In a plain nuclear bomb, also called an A-bomb, that’s it. In a thermonuclear device, also called a hydrogen bomb or an H-bomb, the fission chain reaction triggers the fusion reaction of a layer of heavy Hydrogen (Deuterium or Tritium) covering the core. That fusion reaction greatly increases the bomb’s yield in terms of blast force and radiation produced.

In a boosted bomb, there is a small amount of heavy Hydrogen placed between the two pieces of fissile metal. This creates a very small fusion reaction during the first stages of the fission reaction, a process that greatly increases the bomb’s yield by making the fission reaction more efficient. (The fusion liberates large amounts of neutrons, which are dumped into the ongoing fission reaction.) The Hiroshima bomb, a plain fission weapon that used Uranium, achieved roughly 2% efficiency in its use of the Uranium. A boosted bomb can approach 100% efficiency. (Those numbers are from memory, BTW, but I can assure you they are accurate to within an order of magnitude.)

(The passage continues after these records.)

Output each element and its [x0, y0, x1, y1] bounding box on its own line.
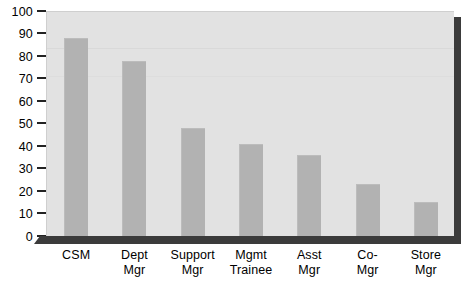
y-axis-tick-label: 80 [19, 51, 33, 63]
bar [64, 38, 88, 236]
y-axis-tick-label: 10 [19, 208, 33, 220]
y-axis-tick-mark [37, 55, 46, 57]
y-axis-tick-label: 30 [19, 163, 33, 175]
bar-chart: 0102030405060708090100 CSMDeptMgrSupport… [0, 0, 472, 291]
bar [356, 184, 380, 236]
x-axis-category-label: AsstMgr [280, 248, 338, 278]
x-axis-label-line-1: Support [170, 248, 214, 262]
y-axis-tick: 80 [19, 50, 46, 62]
y-axis-tick: 60 [19, 95, 46, 107]
y-axis-tick-mark [37, 77, 46, 79]
x-axis-label-line-2: Mgr [397, 263, 455, 278]
x-axis-label-line-1: Store [411, 248, 441, 262]
plot-frame [46, 11, 461, 243]
x-axis-category-label: Co-Mgr [338, 248, 396, 278]
axis-baseline [40, 236, 461, 244]
y-axis-tick-mark [37, 10, 46, 12]
bar [414, 202, 438, 236]
x-axis-label-line-2: Trainee [222, 263, 280, 278]
x-axis-label-line-1: Dept [121, 248, 148, 262]
bar [181, 128, 205, 236]
x-axis-category-label: CSM [47, 248, 105, 263]
x-axis-category-label: MgmtTrainee [222, 248, 280, 278]
bar [122, 61, 146, 237]
y-axis-tick: 50 [19, 118, 46, 130]
y-axis-tick-label: 70 [19, 73, 33, 85]
bar [239, 144, 263, 236]
y-axis-tick-label: 0 [26, 231, 33, 243]
y-axis-tick-mark [37, 167, 46, 169]
y-axis-tick-mark [37, 100, 46, 102]
x-axis-label-line-2: Mgr [338, 263, 396, 278]
x-axis-label-line-1: CSM [62, 248, 90, 262]
y-axis-tick-label: 20 [19, 186, 33, 198]
x-axis: CSMDeptMgrSupportMgrMgmtTraineeAsstMgrCo… [47, 248, 455, 291]
frame-shadow-right [454, 17, 461, 243]
y-axis-tick-mark [37, 32, 46, 34]
y-axis-tick: 100 [12, 5, 46, 17]
y-axis-tick: 70 [19, 73, 46, 85]
y-axis-tick-mark [37, 190, 46, 192]
x-axis-label-line-1: Asst [297, 248, 322, 262]
y-axis-tick: 40 [19, 140, 46, 152]
x-axis-label-line-1: Mgmt [235, 248, 267, 262]
scan-artifact-line [47, 48, 454, 49]
bar [297, 155, 321, 236]
x-axis-category-label: DeptMgr [105, 248, 163, 278]
scan-artifact-line [47, 76, 454, 77]
x-axis-category-label: SupportMgr [164, 248, 222, 278]
x-axis-label-line-2: Mgr [280, 263, 338, 278]
y-axis-tick-label: 60 [19, 96, 33, 108]
plot-area [46, 11, 454, 236]
x-axis-label-line-2: Mgr [105, 263, 163, 278]
y-axis-tick-mark [37, 122, 46, 124]
x-axis-category-label: StoreMgr [397, 248, 455, 278]
y-axis-tick-label: 40 [19, 141, 33, 153]
y-axis-tick: 20 [19, 185, 46, 197]
x-axis-label-line-2: Mgr [164, 263, 222, 278]
x-axis-label-line-1: Co- [357, 248, 377, 262]
y-axis-tick: 90 [19, 28, 46, 40]
y-axis-tick-label: 90 [19, 28, 33, 40]
y-axis-tick: 30 [19, 163, 46, 175]
y-axis-tick-label: 100 [12, 6, 33, 18]
y-axis-tick-label: 50 [19, 118, 33, 130]
y-axis-tick: 10 [19, 208, 46, 220]
y-axis-tick-mark [37, 212, 46, 214]
y-axis-tick-mark [37, 145, 46, 147]
y-axis: 0102030405060708090100 [0, 11, 46, 243]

Given that a nuclear weapon or twenty would work just dandy to alter the course of an asteroid, how quickly could we retarget existing ICBMs to counter a known asteroid threat? 2000YT (or whatever the latest worldkiller is called) is approaching: When can we deflect it?

Could a Minuteman (to pick an example) achieve orbit?

We can’t. ICBMs are designed for suborbital flights. Some have been converted into orbital launchers, but it takes a lot more power to go beyond earth orbit and reach an asteroid. Also, ICBMs do not have the necessary thrusters and sensors to navigate in deep space. It would be easier to take the warhead and mount it on an interplanetary probe, assuming you can find one.

Anyway, even the largest hydrogen bomb can only deflect the asteroid by a small amount. That means it must be done months or years before the actual impact.

Not quite. The heavy hydrogen (deuterium, or, rarely tritium) is stored in the bomb as a salt of some light metal, usually lithium, as in lithium deuteride, e.g. Being combined with other elements does NOT inhibit fusion reactions among hydrogen isotopes, but does allow their storage at higher densities. Pure deuterium or tritium are gasses; but lithium deuteride or tritide are solids at room temp.

A recent NASA probe was landed on an Asteroid, carrying a payload of instruments which were mostly finished what they were designed to do, and were just sitting in the probe. The mass and volume of a fair sized nuke is certainly no larger than the entire scientific payload of a probe.

That entire project lasted less than a decade. The asteroid landing was just an afterthought. If we don’t already have the hardware on the shelf, it would be simple engineering to assemble it into an appropriate guidance and maneuvering package no larger than the aforementioned probe. Shuttle it up to LEO, and boost it on into space on a two or three year voyage to soft land right on the killer asteroid.

Now, deciding just when, and where to blow that sucker, that’s a whole different problem.

Tris

Lithium is itself fusible. IIRC, it is even better than hydrogen, releasing more energy.

Fuel and oxidiser? :confused:

I am not aware that explosives such as TNT contain oxidiser at all.

An explosive substance is, by definition, a self-contained mixture of fuel and oxidizer. If it is just fuel, the reaction speed will be limited by how fast air can get to the reaction site. That’s combustion, not explosion. Pure hydrogen is not explosive; a hydrogen/air mixture is.